Friday 2 May 2014

Reflecting on the gift of friends . . .

Awake at the wrong hour of 4 am and reflecting on the gift of friends. If I would describe you, I'd say . . . someone I could easily laugh with; a safe place to share the hard stuff, to shed tears; someone I could explode to and they wouldn't even flinch; a rare friend would be able to sense your heart even before your words knew what to say; could listen to you whine and complain and in love tell you to 'suck it up buttercup'; would listen and love unconditionally and then speak truth and perspective; a good friend 'rides the storm' with you; gets you from the inside out and even through the muck, sees beauty; allows you to speak into their life too and listen with expectancy, knowing that you deeply care and have their best interest at heart. . . I have friends who encompass these characteristics. They bring light to times of darkness.  They remind me of why life is good.

Friends change.  I hate that part.  The part that hurts in the letting go.  In the loving of the friend, you recall good times.  heart connections.  laughter.  but when the distance begins, so does the perspective.  the bumps that have always been there, start focusing into place.  we get to choose though.  just as we chose not to see when our friendship was up close and personal, so we can choose when it isn't.  choose to love blindly.  to focus on the now.  remember the pieces that touched us.  that we needed in that season.  over the years I have (am) learned (learning) to embrace the ones that are.  welcome the ones that begin to be and with a grateful and full heart, release the ones that drift away.  Always thankful to the One who sent them.  believing that the timing and purpose for both of us was right.  that my contribution to the relationship were honouring and life-giving.   so to those whom I have loved but whose paths we no longer cross, I release you.  to those whom I am just beginning to know, I eagerly anticipate how we can be a blessing.  to those who are in my life right now, I am so full of thanks.

Letting go . . .

 . . . I listened to a speaker at the apologetics conference in March.  He was a survivor of the killing fields in Phom Phen, Cambodia.  His family had been beaten, machete-d and tossed into a mass grave with many others.  They threw him in among them but neglected to ensure his death.  Although he had been beaten, he was alive.  Beside him lay the remains of his family.  The killers left and he had a window of time to escape.  It took everything within him to rise up and climb over the dead bodies of his family and community.  Not only did he escape this pit of death, he ran through a forest at night and then through a field towards arm-waving Laos - crossing the border into freedom.  The forest at night is dangerous.  The field he ran through filled with millions of hidden mines.  He crossed physically unscathed.  God's hand of favour and protection was on him.

Sometimes letting go is like that.  We rise up in obedience.  It takes everything within us to move forward.  The dead body we walk over is our own.  But letting go, as an act of obedience to what God has called you to do, brings freedom.  brings favour.  brings life.  Ryksma had to trust the power of the Holy Spirit within him even beyond his own understanding.  He didn't even know the triune God at this time.  How much more is this for us who already do.

Grieving is hardest when we don't understand God's kingdom purpose for us.  Hardest when we don't trust the One who loves us enough to stretch us into a better version of who He sees us to be.  Hardest when the soul ties aren't wrapped in ribbons but locked up with chains.  Sometimes it takes a lifetime to wrestle the battle within.  the wondering if's.  so much wiser not to wrestle at all.  just trust.  letting go comes in so many forms.  deaths. moving. health.  changes in relationships. releasing expectations of what our life should look like.  the world is not kind to giving us time to sort these things out.  often we grieve alone.  in balance this is good.  'suck it up buttercup', seems like a slap to the side of the head until it comes from someone whom you know loves you enough to say it.  time to stop the whining.  the regrets.  the lament.

but what does healthy grieving and trusting God completely, at the same time. look like.  it changes you.  grieving and letting go and trusting.  each add to each other.  each layer completing the next.  stopping at one only jumpstarts you back to the beginning.  you lose ground.  best to stay the course.

I get this picture of laying a crown at the feet of Jesus.  The crown is ours at the point of our salvation; the jewels are marks of victory in the overcoming of our battles.

Joy. I wasn't suppose to know you. I was told years ago that I never would. It was a lie but I wrestled with it anyway. It's when you're feeling discouraged and the whispers remind you. confirm to you its 'truth'. Scripture says that joy is a fruit of the Spirit. It's a cause and effect. Walk in the ways of The Lord, the fruits of His Spirit will follow.  I may not feel joy but I still know I have it. His word says so.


* EXERCISE DETAILS *
Beginning with the line that holds "The height and" and ending with the last line below, please copy every line exactly, add nothing, and leave out the pictures.

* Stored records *
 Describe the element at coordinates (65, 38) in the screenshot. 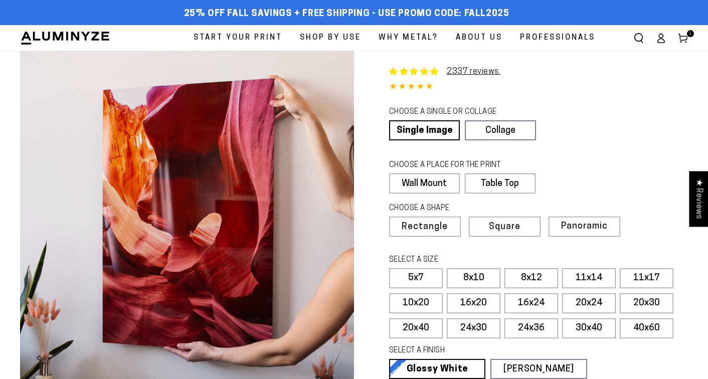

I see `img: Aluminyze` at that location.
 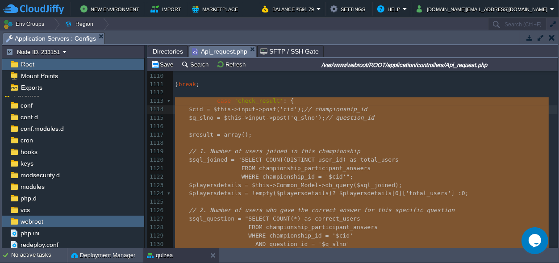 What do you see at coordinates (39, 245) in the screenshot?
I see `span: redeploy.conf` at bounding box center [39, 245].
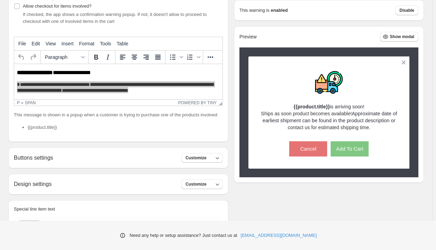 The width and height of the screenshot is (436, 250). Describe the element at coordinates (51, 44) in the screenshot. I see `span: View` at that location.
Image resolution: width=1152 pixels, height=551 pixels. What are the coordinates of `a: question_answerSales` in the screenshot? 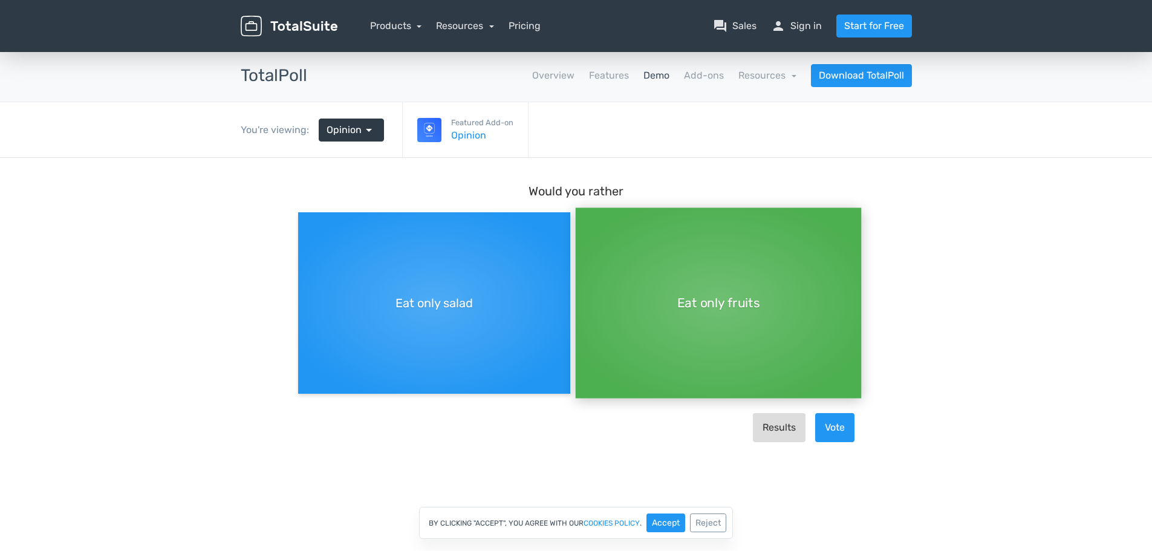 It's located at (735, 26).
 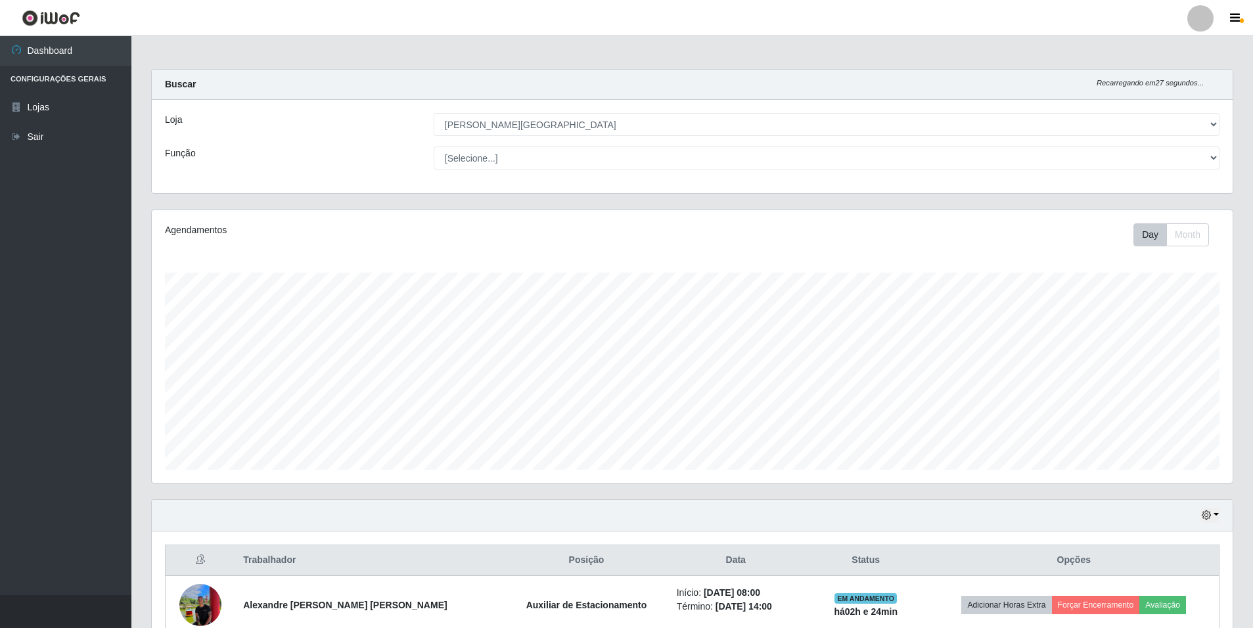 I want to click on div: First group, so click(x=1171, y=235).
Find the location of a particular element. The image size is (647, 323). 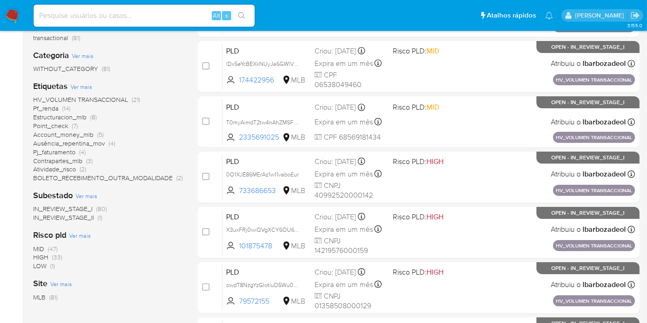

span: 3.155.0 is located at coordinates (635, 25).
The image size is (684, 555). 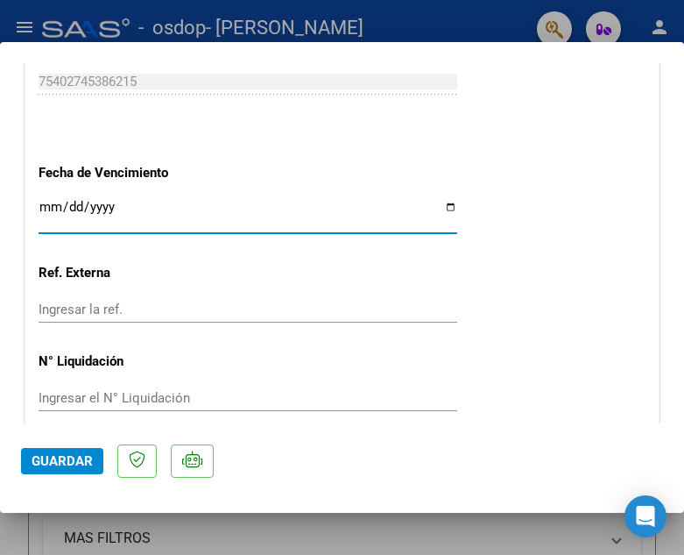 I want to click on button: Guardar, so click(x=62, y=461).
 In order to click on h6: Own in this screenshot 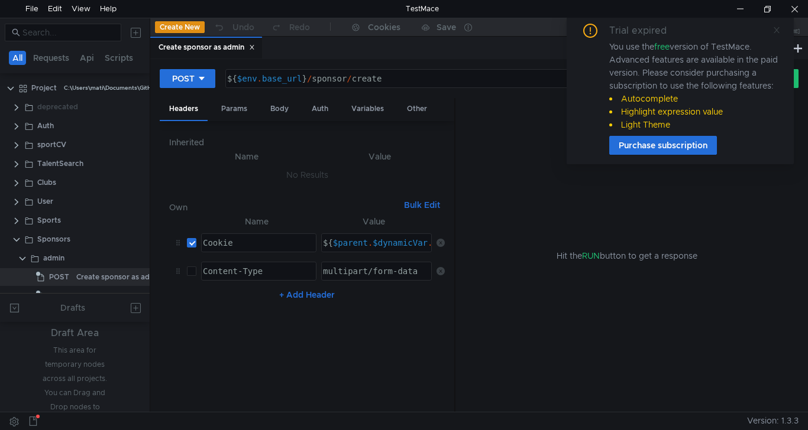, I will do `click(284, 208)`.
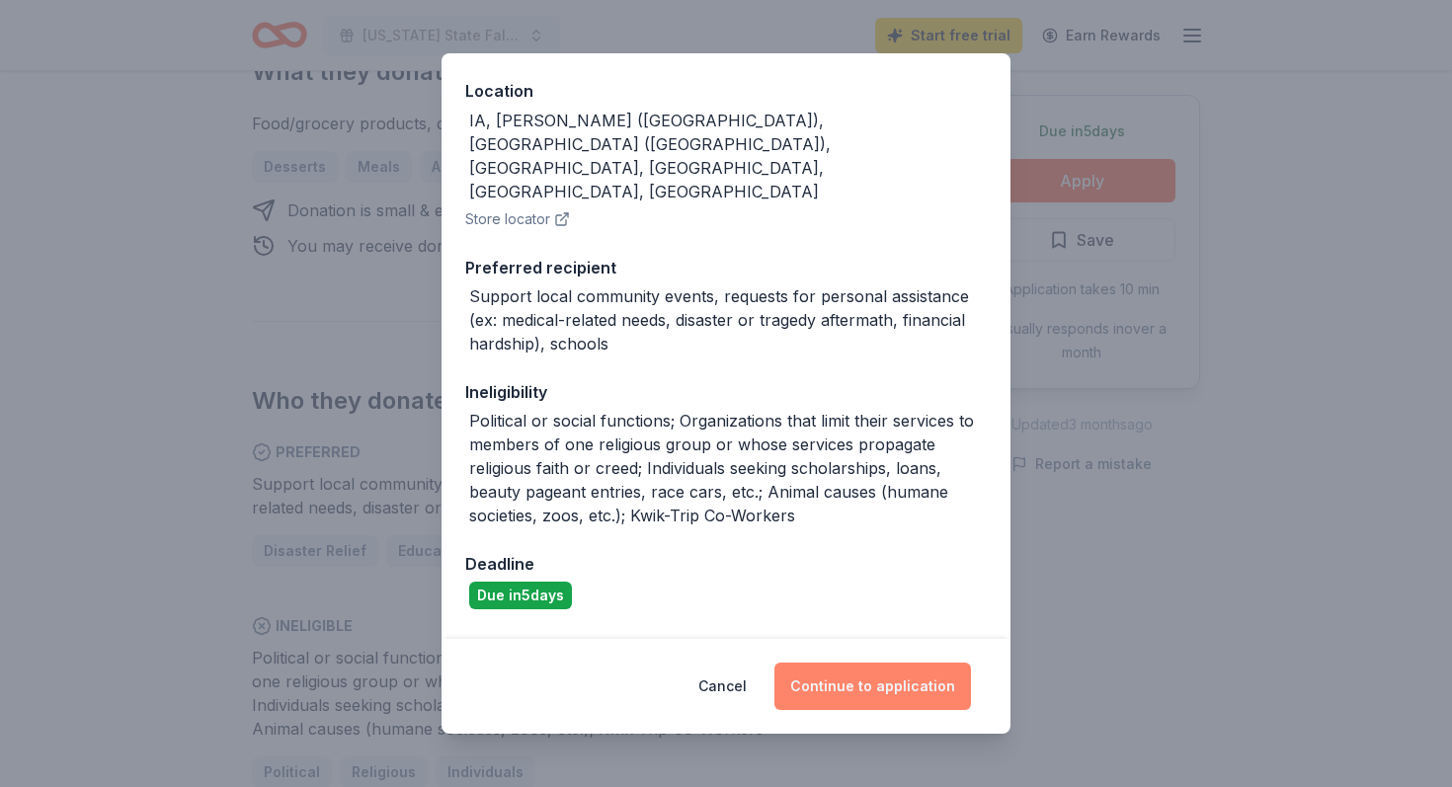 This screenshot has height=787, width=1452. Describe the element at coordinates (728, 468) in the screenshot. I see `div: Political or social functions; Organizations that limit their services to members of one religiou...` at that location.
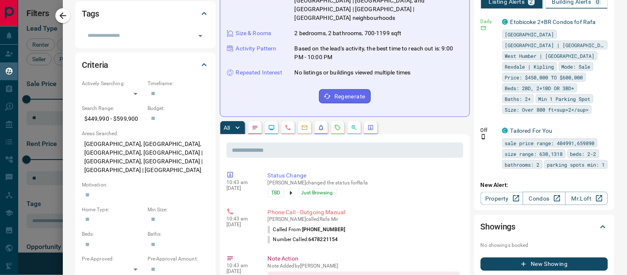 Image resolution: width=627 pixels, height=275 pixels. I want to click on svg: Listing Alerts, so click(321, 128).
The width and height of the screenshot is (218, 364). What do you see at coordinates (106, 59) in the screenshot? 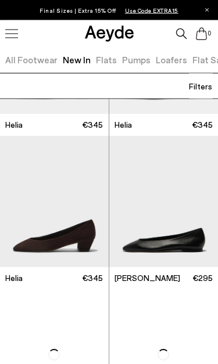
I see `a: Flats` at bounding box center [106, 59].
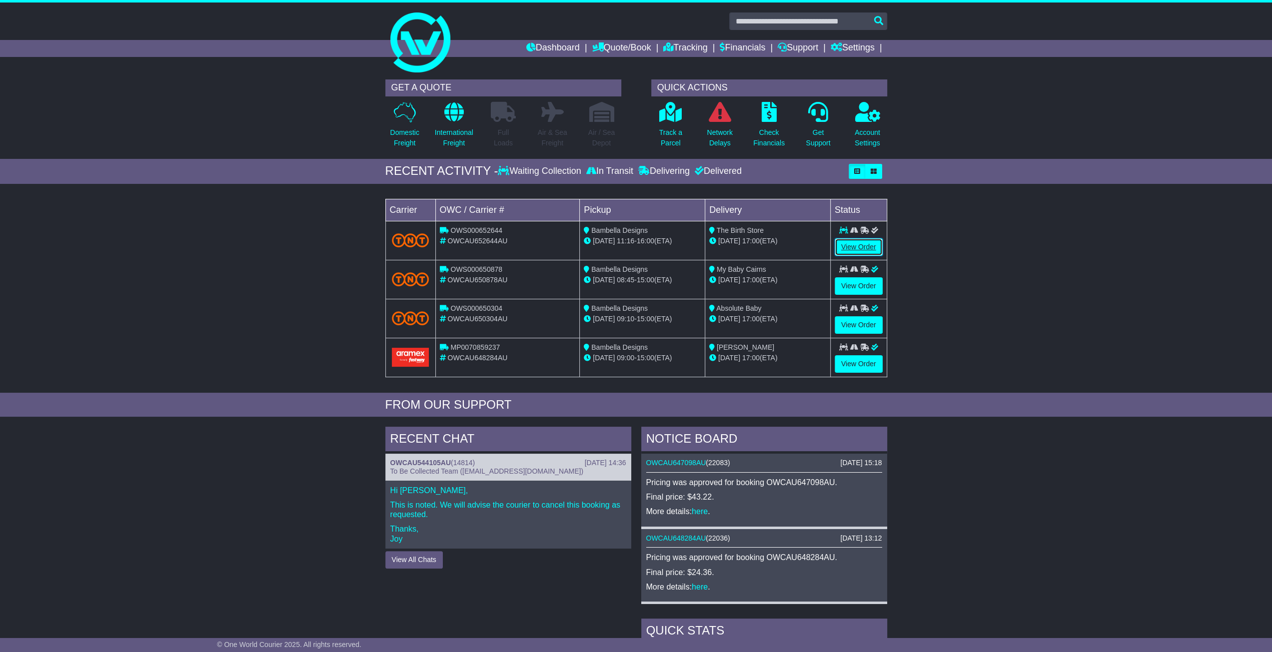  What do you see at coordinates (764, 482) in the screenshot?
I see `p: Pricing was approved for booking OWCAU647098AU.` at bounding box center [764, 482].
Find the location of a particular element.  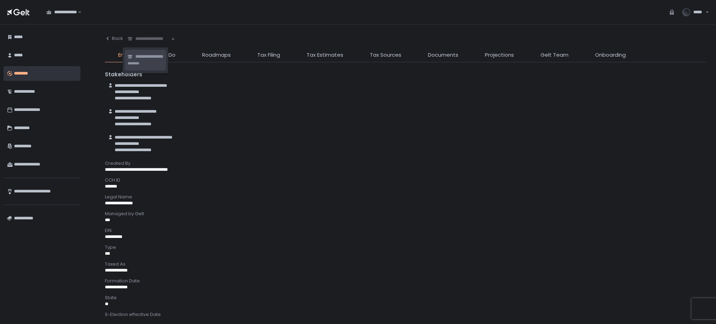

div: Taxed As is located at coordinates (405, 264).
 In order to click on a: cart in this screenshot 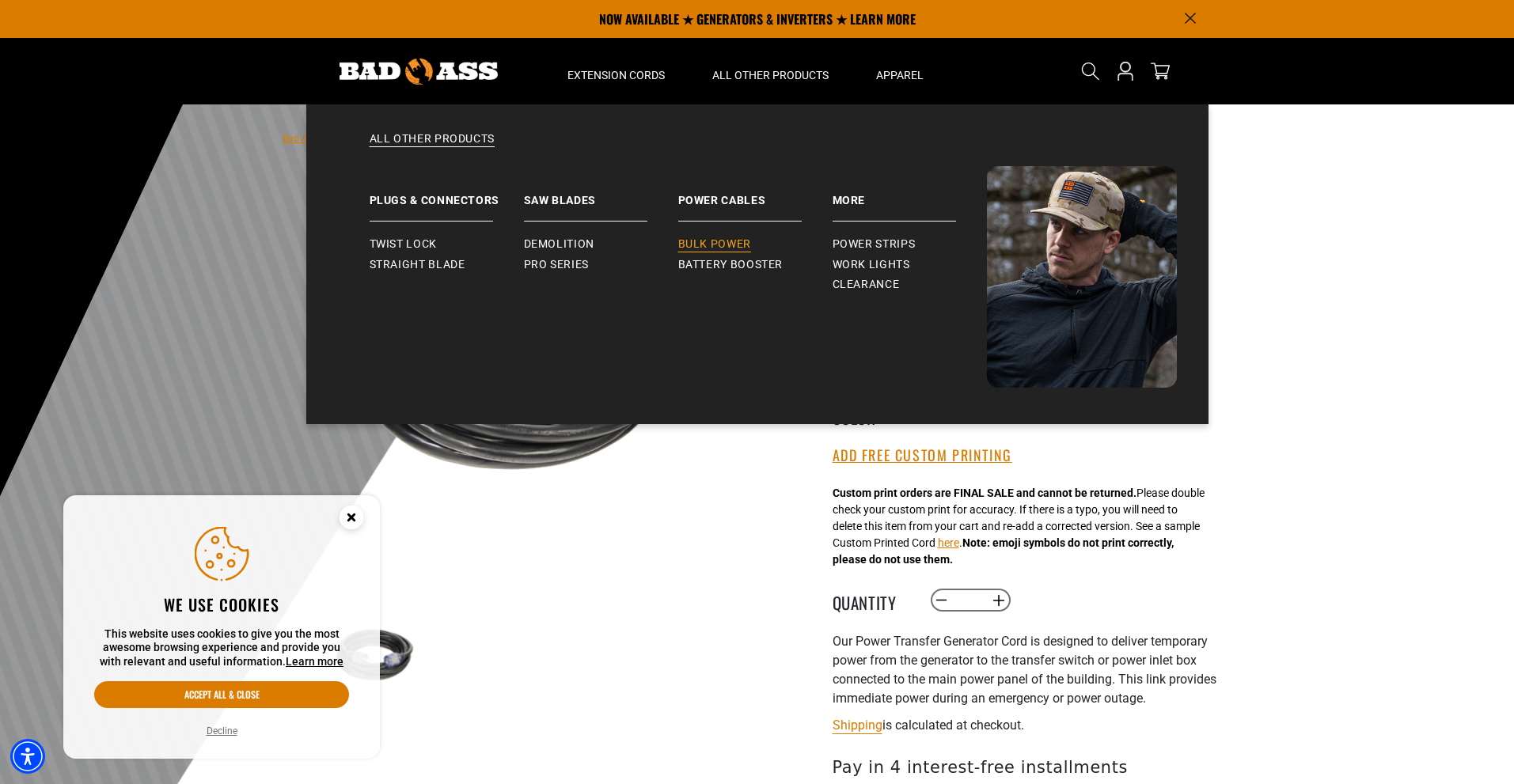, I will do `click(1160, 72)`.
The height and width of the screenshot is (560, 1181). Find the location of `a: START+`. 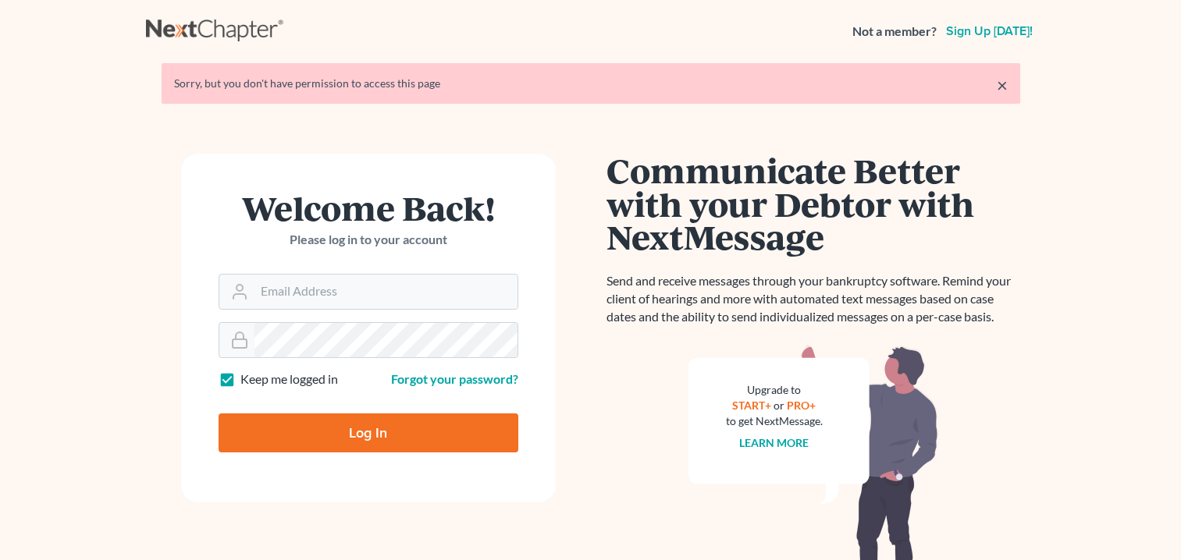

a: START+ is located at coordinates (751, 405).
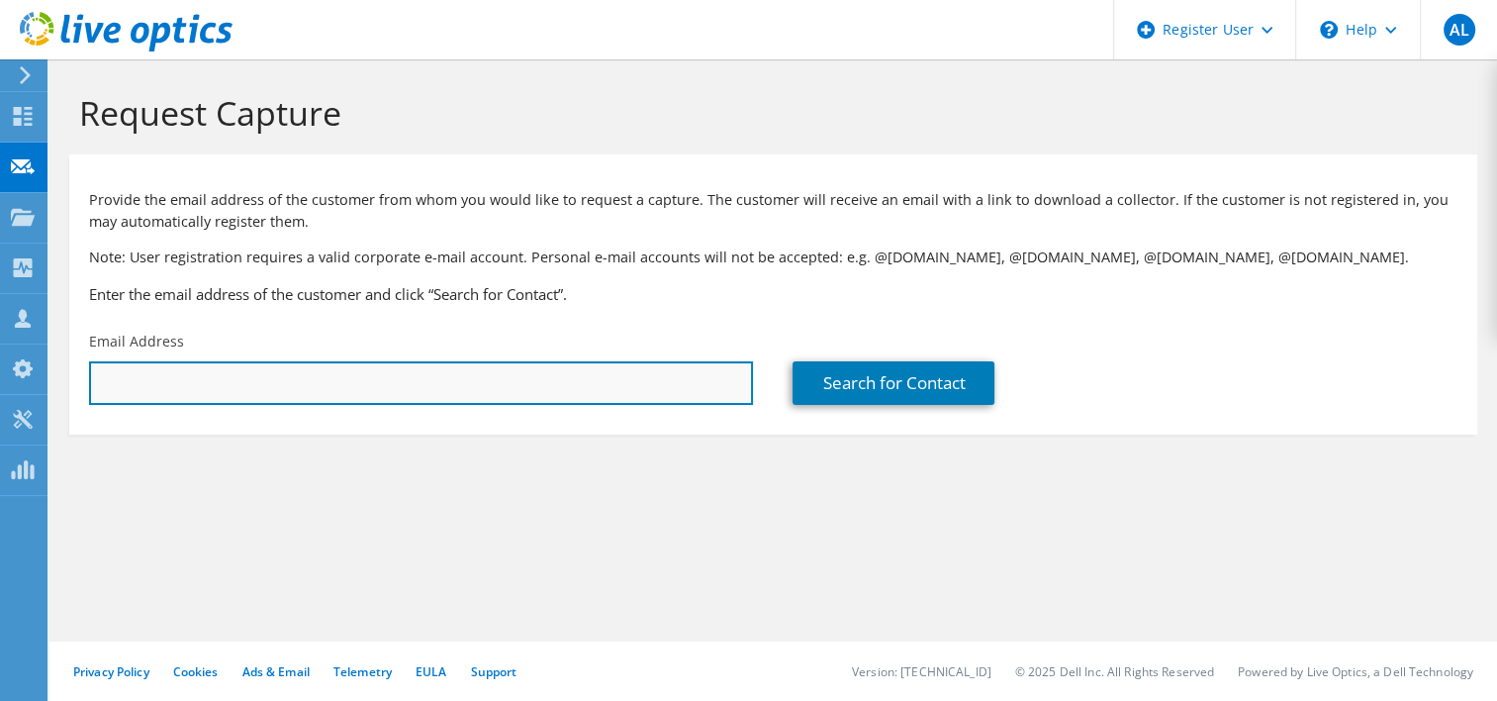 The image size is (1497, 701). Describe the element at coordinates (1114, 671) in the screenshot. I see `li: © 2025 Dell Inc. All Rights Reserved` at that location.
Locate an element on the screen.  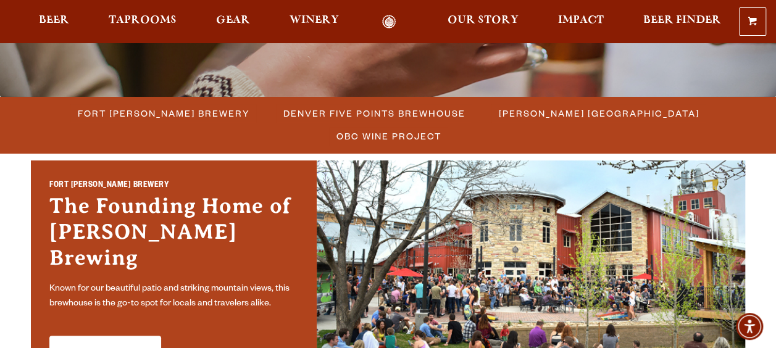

* ANSWER TO THIS PROBLEM *
The height and width of the screenshot is (560, 1181). Find the location of `a: START+`. 

a: START+ is located at coordinates (751, 405).
 The image size is (1497, 701). Describe the element at coordinates (1114, 671) in the screenshot. I see `li: © 2025 Dell Inc. All Rights Reserved` at that location.
Locate an element on the screen.  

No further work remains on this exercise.